In fact because nominations come via the very NHS Trusts who entrench discrimination in the first place, “just 4 per cent of recruits to a nursing leadership course set up at the request of the prime minister are from a non-white background.”
Lord Crisp was asking these questions because a decade ago, in 2004, he launched the Race Equality Action Plan. The evidence since suggests Lord Crisp’s ideas have been largely abandoned. They included:
- “MENTORING: Senior leaders to show their commitment by offering personal mentorship to a member of staff from an ethnic minority – All senior leaders in DH and NHS.”
No one now has any idea how many staff are receiving such mentoring. The Chief Nursing Officer has just launched a new scheme but there is no requirement on Trusts to run such schemes
- “LEADERSHIP ACTION: Senior leaders to include a personal ‘stretch’ target on race equality in their 2004/5 objectives – NHS Chairs and CEs; DH Board members. “
No one now knows how many Trusts are still producing such targets – probably no more than a handful.
- “EXPAND TRAINING, DEVELOPMENT AND CAREER OPPORTUNITIES:
The most important national programme, Breakthrough, has been abandoned entirely, without any risk assessment of the consequences.
- “SYSTEMATIC TRACKING: Build systematic processes for tracking the career progression of staff from ethnic minorities including local and national versions of the NHS Leaders scheme – All senior leaders and NHS Leadership Centre.”
Earl Howe was unable to even produce comprehensive data on BME Nursing Directors.
He nevertheless asserted that the “priority is to work towards the aspiration that the NHS workforce, at all levels, is representative of the populations that are served”. In fact, no one even has any idea how many Trusts have identified workforce race equality as a priority, nor what that means because there is no central monitoring taking place. There are no incentives to focus on workforce race equality and there are no sanctions for doing so. The NHS now has had a workforce equality strategy almost entirely premised on each individual NHS employer having the same failed responsibility for workforce race equality.
All data and research shows that there has been little or no significant progress on workforce race equality over the last decade by any measurable criteria for the staff employed by NHS Trusts or by the national bodies in the NHS. Earl Howe has been badly briefed if he believes there has been. The NHS remains in denial that there is the most enormous waste of talent, at the expense of patient care, arising from race discrimination in the recruitment, promotion, and treatment of NHS staff.
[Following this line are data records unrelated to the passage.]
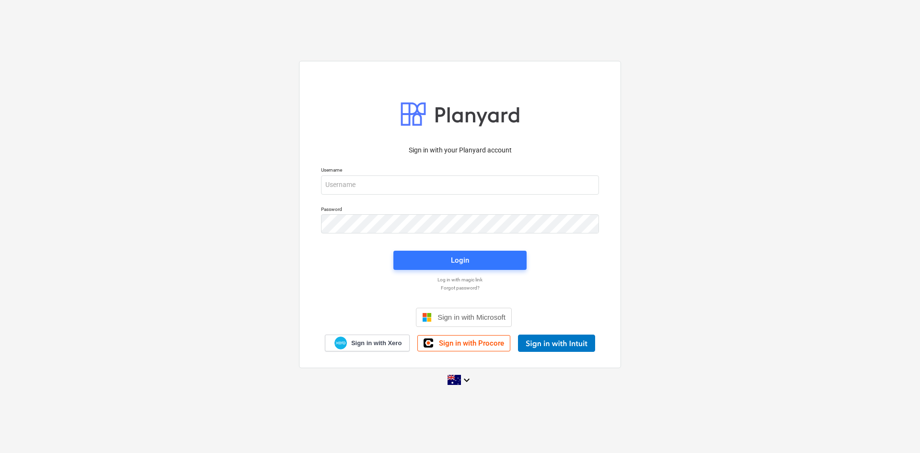 The image size is (920, 453). Describe the element at coordinates (460, 288) in the screenshot. I see `p: Forgot password?` at that location.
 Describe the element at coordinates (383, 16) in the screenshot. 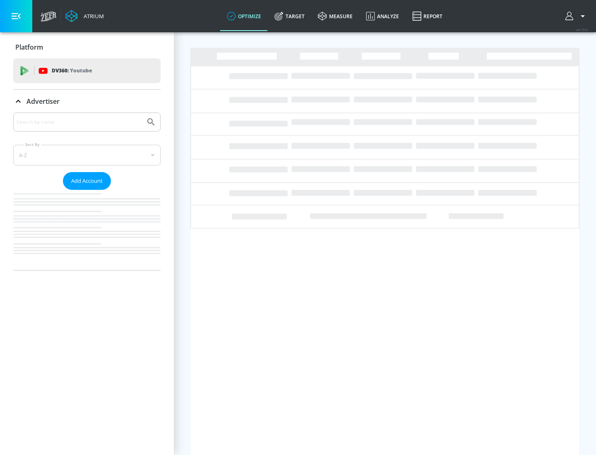

I see `a: Analyze` at that location.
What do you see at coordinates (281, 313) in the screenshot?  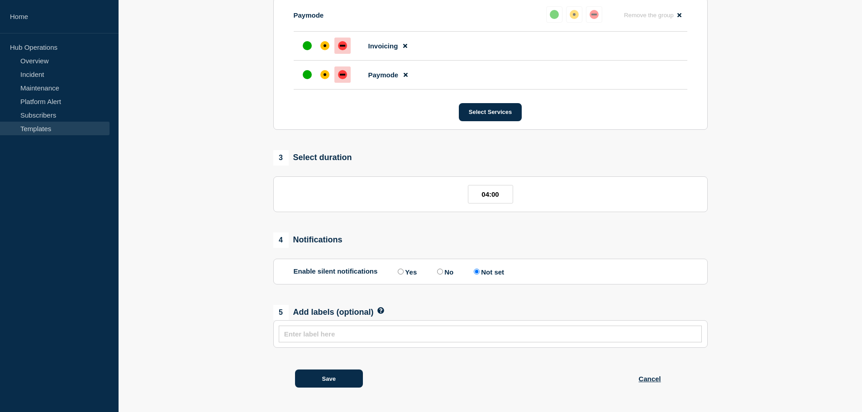 I see `span: 5` at bounding box center [281, 313].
Michael West and colleagues have demonstrated the close link between the treatment of BME staff and the overall patient experience, yet there is no sign of this evidence remotely influencing Government policy.
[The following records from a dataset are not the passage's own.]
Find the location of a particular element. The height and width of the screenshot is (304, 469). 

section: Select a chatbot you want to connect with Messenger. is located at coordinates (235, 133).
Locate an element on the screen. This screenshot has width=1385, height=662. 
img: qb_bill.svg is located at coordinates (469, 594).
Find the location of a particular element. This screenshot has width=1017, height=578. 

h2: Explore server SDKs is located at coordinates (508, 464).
The impression of progress the NHS seeks to give nationally on workforce race equality misleads Parliament and is dangerous for patients. A problem denied is a problem that will not be solved.
About the author
Roger Kline is Research Fellow at Middlesex University, an associate of Public World and a Director of Patients First. He has a long history of representing whistleblowers and staff facing discrimination in health and social care.